Tag Archives: Barbès

Steelonious: Taking the Piano out of Monk Tunes

In my phone I have a fake book in pdf format, with hand-printed lead sheets for almost 70 Thelonious Monk (1917-1982) compositions, from Ask Me Now to Worry Later. I’m trying to learn them.

So two Sundays ago my friend Marian Eines (of the brass band Zlatne Uste) and I met up at Barbès (small music room that often features brass bands) in Brooklyn for Mike Neer on lap steel guitar with music from his album Steelonious. Thelonious played piano.

Monk compositions are jazz essentials — the canon inside the canon — and Steelonious sings them with new voices and dances to different beats.

Epistrophy anticipates trumpeter Lee Morgan’s Sidewinder (a generation later). Ask Me Now has a sweet coda. In Off Minor, drummer Diego Voglino seems to conjure Gene Krupa. Nutty is a reggae. I Mean You is “Texas style,” in Neer’s words, and Round Midnight is “soft and pretty” with a wisp of Hawaii.

Just when I decide that Neer’s steel soars above and guitarist Nate Radley stays more rhythmic, they switch. Matt Lavoca on bass responds to everyone, always adjusting. Steelonious blows new air through Monk’s tunes.

Straight No Chaser has a march beat, Misterioso a bossa. The steel and the guitar divide the melody between them. To close, they play In Walked Bud but not at the original jaunty tempo. Slower.

Soon I’ll go to the Jazz Gallery for guitarist Miles Okazaki, whose solo album Work: The Complete Compositions of Thelonious Monk, has iron — not steel — on the cover. It’s a picture of train tracks crossing in Rocky Mount, NC, where Monk grew up.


§ Work required
Extract the whole listing as it stands. Do not include the pictures.

**** Input data

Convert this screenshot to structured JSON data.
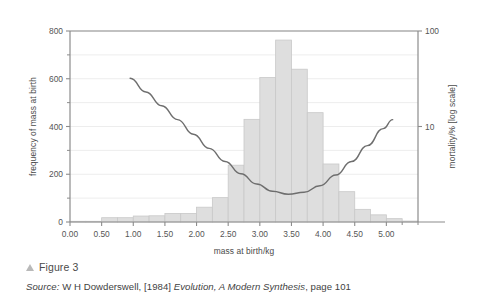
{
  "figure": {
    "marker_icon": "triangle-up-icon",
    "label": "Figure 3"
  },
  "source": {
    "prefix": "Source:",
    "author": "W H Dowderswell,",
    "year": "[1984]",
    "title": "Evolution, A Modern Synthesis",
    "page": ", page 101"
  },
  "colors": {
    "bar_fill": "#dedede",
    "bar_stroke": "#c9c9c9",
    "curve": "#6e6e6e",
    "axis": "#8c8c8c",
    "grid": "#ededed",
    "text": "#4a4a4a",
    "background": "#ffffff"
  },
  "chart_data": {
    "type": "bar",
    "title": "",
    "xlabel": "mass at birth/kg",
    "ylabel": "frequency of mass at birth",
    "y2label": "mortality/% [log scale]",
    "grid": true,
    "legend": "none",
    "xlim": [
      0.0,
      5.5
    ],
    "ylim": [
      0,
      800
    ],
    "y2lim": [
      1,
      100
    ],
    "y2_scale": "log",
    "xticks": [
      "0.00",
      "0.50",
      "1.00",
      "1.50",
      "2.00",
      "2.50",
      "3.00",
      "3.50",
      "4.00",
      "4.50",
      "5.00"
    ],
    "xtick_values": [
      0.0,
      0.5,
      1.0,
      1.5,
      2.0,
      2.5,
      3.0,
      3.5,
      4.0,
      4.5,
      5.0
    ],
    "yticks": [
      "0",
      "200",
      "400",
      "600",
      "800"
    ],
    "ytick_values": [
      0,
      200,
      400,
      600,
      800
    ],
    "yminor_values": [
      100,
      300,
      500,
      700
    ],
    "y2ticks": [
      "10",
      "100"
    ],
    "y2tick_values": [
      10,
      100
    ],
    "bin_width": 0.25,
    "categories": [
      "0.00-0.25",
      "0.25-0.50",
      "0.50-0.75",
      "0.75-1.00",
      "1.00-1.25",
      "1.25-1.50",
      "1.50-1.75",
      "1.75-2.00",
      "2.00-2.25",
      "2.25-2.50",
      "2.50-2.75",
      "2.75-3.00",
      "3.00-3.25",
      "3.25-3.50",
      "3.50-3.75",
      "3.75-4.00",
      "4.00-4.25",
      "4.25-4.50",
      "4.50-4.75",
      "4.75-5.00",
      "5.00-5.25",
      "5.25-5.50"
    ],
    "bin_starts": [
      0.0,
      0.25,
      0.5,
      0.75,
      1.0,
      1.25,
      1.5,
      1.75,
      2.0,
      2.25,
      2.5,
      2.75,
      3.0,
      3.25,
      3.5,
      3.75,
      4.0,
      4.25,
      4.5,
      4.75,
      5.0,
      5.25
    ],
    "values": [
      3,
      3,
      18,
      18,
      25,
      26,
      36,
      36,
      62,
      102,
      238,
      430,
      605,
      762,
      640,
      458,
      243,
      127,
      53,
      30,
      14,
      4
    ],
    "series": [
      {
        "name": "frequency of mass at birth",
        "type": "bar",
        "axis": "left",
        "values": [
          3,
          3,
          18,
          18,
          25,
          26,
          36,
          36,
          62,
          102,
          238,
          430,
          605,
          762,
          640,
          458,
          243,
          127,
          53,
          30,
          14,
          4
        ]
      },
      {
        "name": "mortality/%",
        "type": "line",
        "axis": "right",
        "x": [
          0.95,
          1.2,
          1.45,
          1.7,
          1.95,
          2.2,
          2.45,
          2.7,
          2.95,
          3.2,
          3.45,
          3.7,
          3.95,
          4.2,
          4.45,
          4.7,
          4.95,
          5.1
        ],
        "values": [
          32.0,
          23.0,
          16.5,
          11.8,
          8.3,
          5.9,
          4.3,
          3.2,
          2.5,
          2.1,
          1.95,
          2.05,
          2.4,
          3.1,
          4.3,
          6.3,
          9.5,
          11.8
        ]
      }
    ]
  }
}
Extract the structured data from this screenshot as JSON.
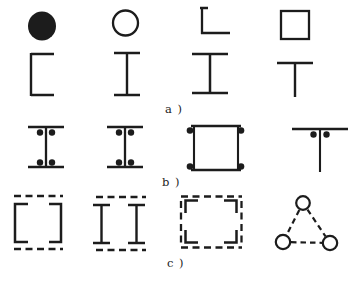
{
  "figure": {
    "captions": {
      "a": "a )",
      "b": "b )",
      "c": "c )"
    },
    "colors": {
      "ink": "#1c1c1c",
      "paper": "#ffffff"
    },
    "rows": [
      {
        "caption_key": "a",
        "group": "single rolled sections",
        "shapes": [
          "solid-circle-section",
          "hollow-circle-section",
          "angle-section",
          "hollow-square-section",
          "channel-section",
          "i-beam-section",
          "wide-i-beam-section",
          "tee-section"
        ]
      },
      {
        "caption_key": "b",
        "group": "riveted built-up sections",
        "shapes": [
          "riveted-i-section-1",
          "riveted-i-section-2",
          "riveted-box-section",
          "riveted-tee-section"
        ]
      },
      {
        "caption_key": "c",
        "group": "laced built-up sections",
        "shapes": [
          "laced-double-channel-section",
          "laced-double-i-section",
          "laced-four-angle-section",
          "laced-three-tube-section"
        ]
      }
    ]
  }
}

********

§ Task output
Convert this screenshot to structured JSON data.
{
  "figure": {
    "marker_icon": "triangle-up-icon",
    "label": "Figure 3"
  },
  "source": {
    "prefix": "Source:",
    "author": "W H Dowderswell,",
    "year": "[1984]",
    "title": "Evolution, A Modern Synthesis",
    "page": ", page 101"
  },
  "colors": {
    "bar_fill": "#dedede",
    "bar_stroke": "#c9c9c9",
    "curve": "#6e6e6e",
    "axis": "#8c8c8c",
    "grid": "#ededed",
    "text": "#4a4a4a",
    "background": "#ffffff"
  },
  "chart_data": {
    "type": "bar",
    "title": "",
    "xlabel": "mass at birth/kg",
    "ylabel": "frequency of mass at birth",
    "y2label": "mortality/% [log scale]",
    "grid": true,
    "legend": "none",
    "xlim": [
      0.0,
      5.5
    ],
    "ylim": [
      0,
      800
    ],
    "y2lim": [
      1,
      100
    ],
    "y2_scale": "log",
    "xticks": [
      "0.00",
      "0.50",
      "1.00",
      "1.50",
      "2.00",
      "2.50",
      "3.00",
      "3.50",
      "4.00",
      "4.50",
      "5.00"
    ],
    "xtick_values": [
      0.0,
      0.5,
      1.0,
      1.5,
      2.0,
      2.5,
      3.0,
      3.5,
      4.0,
      4.5,
      5.0
    ],
    "yticks": [
      "0",
      "200",
      "400",
      "600",
      "800"
    ],
    "ytick_values": [
      0,
      200,
      400,
      600,
      800
    ],
    "yminor_values": [
      100,
      300,
      500,
      700
    ],
    "y2ticks": [
      "10",
      "100"
    ],
    "y2tick_values": [
      10,
      100
    ],
    "bin_width": 0.25,
    "categories": [
      "0.00-0.25",
      "0.25-0.50",
      "0.50-0.75",
      "0.75-1.00",
      "1.00-1.25",
      "1.25-1.50",
      "1.50-1.75",
      "1.75-2.00",
      "2.00-2.25",
      "2.25-2.50",
      "2.50-2.75",
      "2.75-3.00",
      "3.00-3.25",
      "3.25-3.50",
      "3.50-3.75",
      "3.75-4.00",
      "4.00-4.25",
      "4.25-4.50",
      "4.50-4.75",
      "4.75-5.00",
      "5.00-5.25",
      "5.25-5.50"
    ],
    "bin_starts": [
      0.0,
      0.25,
      0.5,
      0.75,
      1.0,
      1.25,
      1.5,
      1.75,
      2.0,
      2.25,
      2.5,
      2.75,
      3.0,
      3.25,
      3.5,
      3.75,
      4.0,
      4.25,
      4.5,
      4.75,
      5.0,
      5.25
    ],
    "values": [
      3,
      3,
      18,
      18,
      25,
      26,
      36,
      36,
      62,
      102,
      238,
      430,
      605,
      762,
      640,
      458,
      243,
      127,
      53,
      30,
      14,
      4
    ],
    "series": [
      {
        "name": "frequency of mass at birth",
        "type": "bar",
        "axis": "left",
        "values": [
          3,
          3,
          18,
          18,
          25,
          26,
          36,
          36,
          62,
          102,
          238,
          430,
          605,
          762,
          640,
          458,
          243,
          127,
          53,
          30,
          14,
          4
        ]
      },
      {
        "name": "mortality/%",
        "type": "line",
        "axis": "right",
        "x": [
          0.95,
          1.2,
          1.45,
          1.7,
          1.95,
          2.2,
          2.45,
          2.7,
          2.95,
          3.2,
          3.45,
          3.7,
          3.95,
          4.2,
          4.45,
          4.7,
          4.95,
          5.1
        ],
        "values": [
          32.0,
          23.0,
          16.5,
          11.8,
          8.3,
          5.9,
          4.3,
          3.2,
          2.5,
          2.1,
          1.95,
          2.05,
          2.4,
          3.1,
          4.3,
          6.3,
          9.5,
          11.8
        ]
      }
    ]
  }
}
Extract the structured data from this screenshot as JSON.
{
  "figure": {
    "captions": {
      "a": "a )",
      "b": "b )",
      "c": "c )"
    },
    "colors": {
      "ink": "#1c1c1c",
      "paper": "#ffffff"
    },
    "rows": [
      {
        "caption_key": "a",
        "group": "single rolled sections",
        "shapes": [
          "solid-circle-section",
          "hollow-circle-section",
          "angle-section",
          "hollow-square-section",
          "channel-section",
          "i-beam-section",
          "wide-i-beam-section",
          "tee-section"
        ]
      },
      {
        "caption_key": "b",
        "group": "riveted built-up sections",
        "shapes": [
          "riveted-i-section-1",
          "riveted-i-section-2",
          "riveted-box-section",
          "riveted-tee-section"
        ]
      },
      {
        "caption_key": "c",
        "group": "laced built-up sections",
        "shapes": [
          "laced-double-channel-section",
          "laced-double-i-section",
          "laced-four-angle-section",
          "laced-three-tube-section"
        ]
      }
    ]
  }
}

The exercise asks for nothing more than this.